During his trip to India early next month, United States President Barack Obama should endorse India’s candidacy for a permanent seat in the United Nations Security Council, an influential Washington think-tank has argued in a report to be released later this week.
Outlining some of the most pressing reasons why the U.S. ought to extend such support the report said that should the UNSC reform occur, it would be inconceivable that India would not be included in the reconfigured body given India was “on track to become the world’s third- or fourth-largest economy, possesses major military capabilities, remains a pluralist liberal democracy, and is a nuclear weapons state”.
Further, three of the five permanent members of the UNSC — Russia, the United Kingdom, and France — had already endorsed India’s candidacy, leaving only the U.S. and China “as strange bedfellows that have resisted the inclination to support New Delhi’s claims”, the report said.
The Obama in India report, authored by Ashley Tellis, Senior Associate at the Carnegie Endowment for International Peace, argued that the U.S. President should also accelerate India’s assimilation into global non-proliferation bodies such as the Nuclear Suppliers Group, the Missile Technology Control Regime, the Australia Group and the Wassenaar Arrangement.
With regard to the civil nuclear agreement, progress on which has slowed since the passage of the nuclear liability bill by the Indian Parliament, the report by Mr. Tellis argued, “Exhorting India to begin serious commercial negotiations with American nuclear suppliers and to sign and ratify the Convention on Supplementary Compensation… ought to be a priority.”
Common national interests
Speaking to The Hindu from Washington, Mr. Tellis said, about the overall agenda during Mr. Obama’s time in India, “The fundamental thing Obama should remember is that the U.S. partnership with India is intended to support common national interests over the long haul.”
He further said that there was no reason to be discouraged by the challenges that beset both sides today, adding, “There is plenty the United States and India can do together — not all of it will make the headlines but all of it will deepen the partnership.”
Issuing a note of caution to the U.S. on the Pakistan issue, the CEIP report said that Mr. Obama “ought to refrain from asking India… how it can placate Rawalpindi in order to evoke better counterterrorism cooperation from the Pakistan Army”.
In this regard, the report argued that the Obama administration knew well that there was “nothing that India can meaningfully do to assuage Pakistani paranoia beyond what it has done already, namely offer to sustain the peace process and maintain its restraint in the use of force despite the continuing terrorist attacks emanating from Pakistan”.
Released less than two weeks before Mr. Obama’s much-anticipated visit to India, the CEIP report further touched upon some of the geo-political imperatives for a deeper India-U.S. relationship.
Remarking upon the role of China in particular, the report said that the U.S. had a “vital stake in maintaining an Asian ‘balance of power that favours freedom’ at a time when managing China’s rise is certain to be the most important strategic challenge facing Washington”.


What is required.
Work through the data below and give the number of lines holding "curve", nothing more.

[Excerpted data — start]

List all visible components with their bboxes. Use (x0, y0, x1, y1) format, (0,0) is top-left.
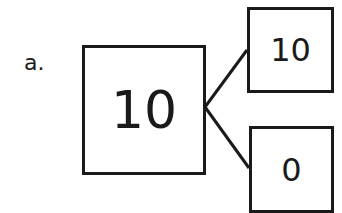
part-box-bottom: 0 (249, 126, 334, 213)
connector-line-top (205, 50, 247, 107)
part-box-top: 10 (247, 7, 334, 93)
part-value-bottom: 0 (281, 151, 301, 189)
whole-box: 10 (82, 45, 206, 175)
part-value-top: 10 (270, 31, 311, 69)
connector-line-bottom (205, 107, 249, 168)
whole-value: 10 (111, 80, 177, 140)
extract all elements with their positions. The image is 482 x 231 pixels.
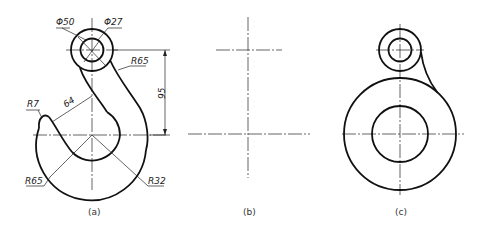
dim-phi27: Φ27 — [104, 17, 123, 27]
leader-r7 — [38, 110, 42, 118]
arrow-95-top — [163, 50, 167, 56]
dim-r32: R32 — [148, 176, 166, 186]
leader-r32 — [92, 135, 148, 186]
leader-r65-top — [118, 66, 130, 70]
hook-left-neck — [80, 68, 107, 112]
dim-r7: R7 — [27, 99, 39, 109]
caption-c: (c) — [395, 207, 407, 217]
hook-inner-arc — [72, 112, 120, 161]
figure-a: Φ50 Φ27 R65 R7 64 95 R65 R32 (a) — [25, 17, 170, 217]
hook-outer-arc — [36, 128, 146, 200]
hook-tip-arc — [39, 116, 49, 128]
dim-r65-bottom: R65 — [25, 176, 43, 186]
caption-b: (b) — [243, 207, 256, 217]
figure-c: (c) — [342, 24, 464, 217]
arrow-95-bottom — [163, 129, 167, 135]
caption-a: (a) — [88, 207, 101, 217]
figure-b: (b) — [188, 17, 310, 217]
dim-95: 95 — [157, 87, 167, 99]
dim-phi50: Φ50 — [56, 17, 75, 27]
drawing-canvas: Φ50 Φ27 R65 R7 64 95 R65 R32 (a) (b) (c) — [0, 0, 482, 231]
hook-inner-s-curve — [49, 117, 72, 152]
dim-r65-top: R65 — [131, 56, 149, 66]
hook-right-curve — [110, 60, 148, 150]
leader-r65-bottom — [50, 135, 92, 177]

[Excerpted data — finish]

Reply to the task.
2